Today is Mother’s Day. The day that we all celebrate the origin of our existence on the double X chromosome in our own DNA. For me, 5/14 is the day my mother died. On this day at 4:14 pm in a little stone house not too far from my own, my mom took her last breath. I say this as it marks a date, impermeable, and in-excisable. The pivot point to which the calendar resets, and a life without another starts. I say this because that day changed so much within me. There is a book to write about her, and her impact upon me. A book that sits waiting for the time and the distance to write it without it eating me up. Consuming me like the fear that swallowed her and kept her trapped within.

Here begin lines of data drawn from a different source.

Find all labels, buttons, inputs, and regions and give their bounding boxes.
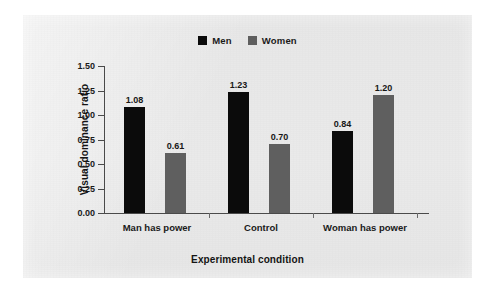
y-tick-mark xyxy=(98,91,105,92)
bar-value-label: 1.08 xyxy=(126,96,144,105)
bar-value-label: 0.84 xyxy=(334,120,352,129)
x-group-separator-tick xyxy=(209,213,210,218)
x-category-label-man-has-power: Man has power xyxy=(123,223,192,233)
x-group-separator-tick xyxy=(313,213,314,218)
bar-men-man-has-power: 1.08 xyxy=(124,107,145,213)
legend-swatch-women xyxy=(248,36,257,45)
bar-women-man-has-power: 0.61 xyxy=(165,153,186,213)
bar-value-label: 1.23 xyxy=(230,81,248,90)
bar-men-control: 1.23 xyxy=(228,92,249,213)
x-category-label-woman-has-power: Woman has power xyxy=(323,223,407,233)
bar-women-woman-has-power: 1.20 xyxy=(373,95,394,213)
bar-value-label: 1.20 xyxy=(375,84,393,93)
bar-women-control: 0.70 xyxy=(269,144,290,213)
legend-label-women: Women xyxy=(262,36,297,46)
legend-label-men: Men xyxy=(212,36,232,46)
y-axis-title: Visual dominance ratio xyxy=(78,66,92,213)
y-tick-mark xyxy=(98,213,105,214)
chart-screenshot: Men Women 1.50 1.25 1.00 0.75 0.50 0.25 xyxy=(0,0,496,296)
x-axis-line xyxy=(104,213,429,214)
y-tick-mark xyxy=(98,66,105,67)
bar-value-label: 0.70 xyxy=(271,133,289,142)
y-tick-mark xyxy=(98,164,105,165)
y-tick-mark xyxy=(98,115,105,116)
legend-entry-women: Women xyxy=(248,36,297,46)
plot-area: 1.50 1.25 1.00 0.75 0.50 0.25 0.00 1.08 … xyxy=(105,66,429,213)
legend-swatch-men xyxy=(198,36,207,45)
y-tick-mark xyxy=(98,189,105,190)
x-group-separator-tick xyxy=(417,213,418,218)
bar-value-label: 0.61 xyxy=(167,142,185,151)
x-axis-title: Experimental condition xyxy=(23,254,472,265)
legend-entry-men: Men xyxy=(198,36,232,46)
y-tick-mark xyxy=(98,140,105,141)
x-category-label-control: Control xyxy=(244,223,278,233)
figure-panel: Men Women 1.50 1.25 1.00 0.75 0.50 0.25 xyxy=(23,15,472,278)
bar-men-woman-has-power: 0.84 xyxy=(332,131,353,213)
chart-legend: Men Women xyxy=(23,36,472,46)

Today I remind myself that there is life after another life passes on. I cannot call her gone. She is never gone. She is here all around me reminding me to always have hope. To always see the beauty and the joy in the life that exists even if you have a difficult time seeing through the tears. Today I talk about hope.

Today I opened my eyes before the sun came up. The sky crept from black to the darkest of blue. A grey-washed out kind of blue. Smeared in its blurry shadows. Quiet, heavy, and slumbered with a fog that keeps all of the earth’s tiny souls safe in their beds. The first rays of sunshine wake up the world and to this awakening the first chirp can be heard. It is my time to be alone and feel as if the world will remind me that I am never really solitary. One little chirp. Just a call in the almost-darkness to awaken the rest. I turn on my Merlin app, and start to record. I now know that this tiny rooster call is an American Robin. Maybe being afraid, and trying to replace it with hope is about seeing the bravery in the darkest of places and still singing?



The potting shed. Mom and Diedra's boys

I made a video the other week about all of the clients I see who come to me having to lay their pet to rest after disease, and age, and all of the many afflictions that life can wear you down from. They always ask me the same thing, without fail; they ask, “this must be the hardest thing that you have to do as a veterinarian?” And I always reply the same way… “No. You loved your pet so much that you made them a part of your family. They were loved every moment of their lives. How lucky they are for that, and I know they are so grateful to have been yours.” That is the hope in the face of fear. That is the beauty in the face of death. Maybe losing someone you love is about remembering the hope they brought you every day you were together?

With hope springs gratitude eternal. Is there anything we wouldn’t give for that?

Happy Mother’s Day to you all. (regardless of what your chromosomes or current children roster looks like)..

The first icy drink of Summer. A mojito from our mint patch.
Diedra, mom and me.

And P.S. go out and foster, adopt, and live life with someone else… pets count as kids these days,, so we are all moms here. Maybe there is life outside of the one you are living right now where hope springs eternal? And, maybe its time to go look for it? Let’s all look for hope in the love that reminds us we are all mothers. 

P.S. I write about all of the issues that being me brings. I know that I am not alone and I hope (there's that word again), that others hear me and know that they aren't alone either.